Cubans Between Memory and Forgetting

Photo Feature by Fabiana del Valle
HAVANA TIMES – He slowly opens his eyes. More than a routine, waking up each morning has become a challenge. He tries to recognize the room he’s waking up in, but he can’t, he only senses the echo of a life that is fading from his mind. He is surrounded by faces he can no longer identify, a family that has become unfamiliar in recent times. This is how the days begin for a 91-year-old man.
His life is marked by the routine of forgetting and the fragility of the body. The walls become allies, like crutches he never lets go of as he moves through the house. Frustration overwhelms him: his hands tremble, his sight no longer serves him, and his steps drag like shadows from the past.
Every gesture he makes carries a story behind it, a story often lost in the cracks of a system that doesn’t provide the care these men and women deserve. Old age in Cuba is lived in a context where tired memory and body face an unforgiving economic and social reality.
In 2023, according to data from the National Office of Statistics and Information (ONEI), over 22% of the Cuban population was over 60 years old, making Cuba one of the most aged countries in Latin America.
Many parents, grandparents, neighbors, retired professionals, and workers live today in households with meager resources. The burden of care falls entirely on the family, which also faces its own battles: insufficient salaries, limited access to medicine, inflation that robs even the soul, and uncertainty that has become daily bread.
Retirement pensions are symbolic when compared to the high cost of living. Most retired elderly people survive on figures that barely reach 1500 CUP per month—roughly 5 USD at the informal exchange rate. To make it clearer, this is a country where a liter of cooking oil can cost between 900 and 1500 pesos, where inflation is speeding out of control with no brakes.
Not long ago, I saw an old man in front of a kiosk selling individual pizzas, sodas, and sweets. He pulled some bills from the pocket of his shirt and counted them again and again, as if counting could make them grow in number. He asked the clerk about prices, murmured something to himself, and put the money away. He left without buying anything, resigned and hopeless.
For many in this country, daily life is a battle for survival—not only physical and emotional, but economic. It’s true that some receive help from abroad, but those who aren’t so lucky depend on the goodwill of their loved ones or the State’s pitiful social protection.
Sons and grandsons become caregivers, often navigating between love and exhaustion, tenderness and the anger of not being able to offer more—of the helplessness that comes with living on an island where it doesn’t matter how hard you try if the result is always the same.
Our elders supported this country with their work, sacrifice, and faith in the future. Their situation calls for institutional solutions, social sensitivity, civic awareness, and commitment.
They deserve more than symbolic pensions, insufficient medicine, or improvised homes—they deserve respect, presence and companionship. In the end, we will all reach that day, waking each morning in an unfamiliar bed, searching the walls for the balance that life has slowly taken away.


> [Problem statement]
Find every line in the listing below that includes the word "span", then give only how many there are.

> [Dataset entries]
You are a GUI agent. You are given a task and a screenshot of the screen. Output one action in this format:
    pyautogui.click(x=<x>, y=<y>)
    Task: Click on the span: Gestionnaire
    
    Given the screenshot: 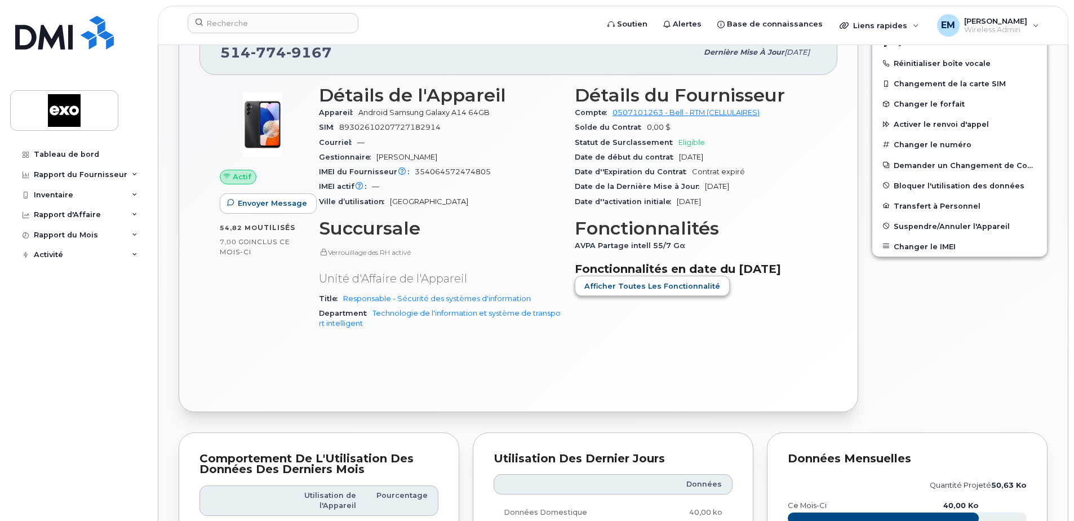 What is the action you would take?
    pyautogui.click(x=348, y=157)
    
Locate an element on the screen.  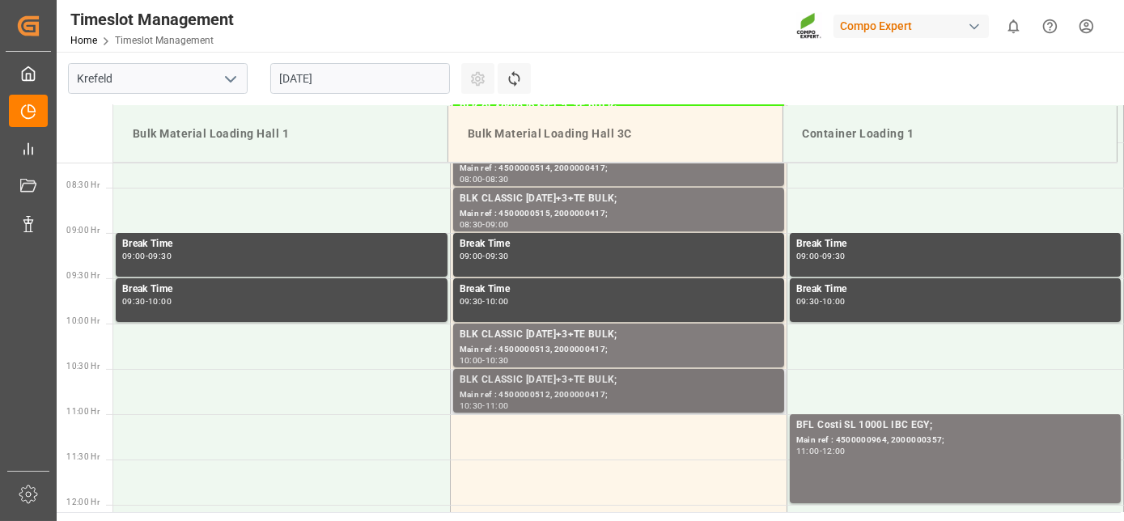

...

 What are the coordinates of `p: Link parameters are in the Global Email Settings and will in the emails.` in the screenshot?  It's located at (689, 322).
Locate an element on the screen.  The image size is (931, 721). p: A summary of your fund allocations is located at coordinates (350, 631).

...

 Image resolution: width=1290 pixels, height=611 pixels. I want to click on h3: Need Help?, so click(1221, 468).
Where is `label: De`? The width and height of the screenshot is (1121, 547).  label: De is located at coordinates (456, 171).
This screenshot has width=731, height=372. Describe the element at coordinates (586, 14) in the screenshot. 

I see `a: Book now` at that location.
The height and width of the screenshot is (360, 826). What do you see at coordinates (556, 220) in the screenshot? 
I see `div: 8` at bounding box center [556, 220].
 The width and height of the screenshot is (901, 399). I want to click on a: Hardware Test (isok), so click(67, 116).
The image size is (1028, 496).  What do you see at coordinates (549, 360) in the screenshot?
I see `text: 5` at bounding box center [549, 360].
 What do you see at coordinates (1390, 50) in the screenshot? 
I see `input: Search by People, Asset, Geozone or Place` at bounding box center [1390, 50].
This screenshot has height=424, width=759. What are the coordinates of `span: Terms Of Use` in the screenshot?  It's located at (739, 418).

> [Task output]
2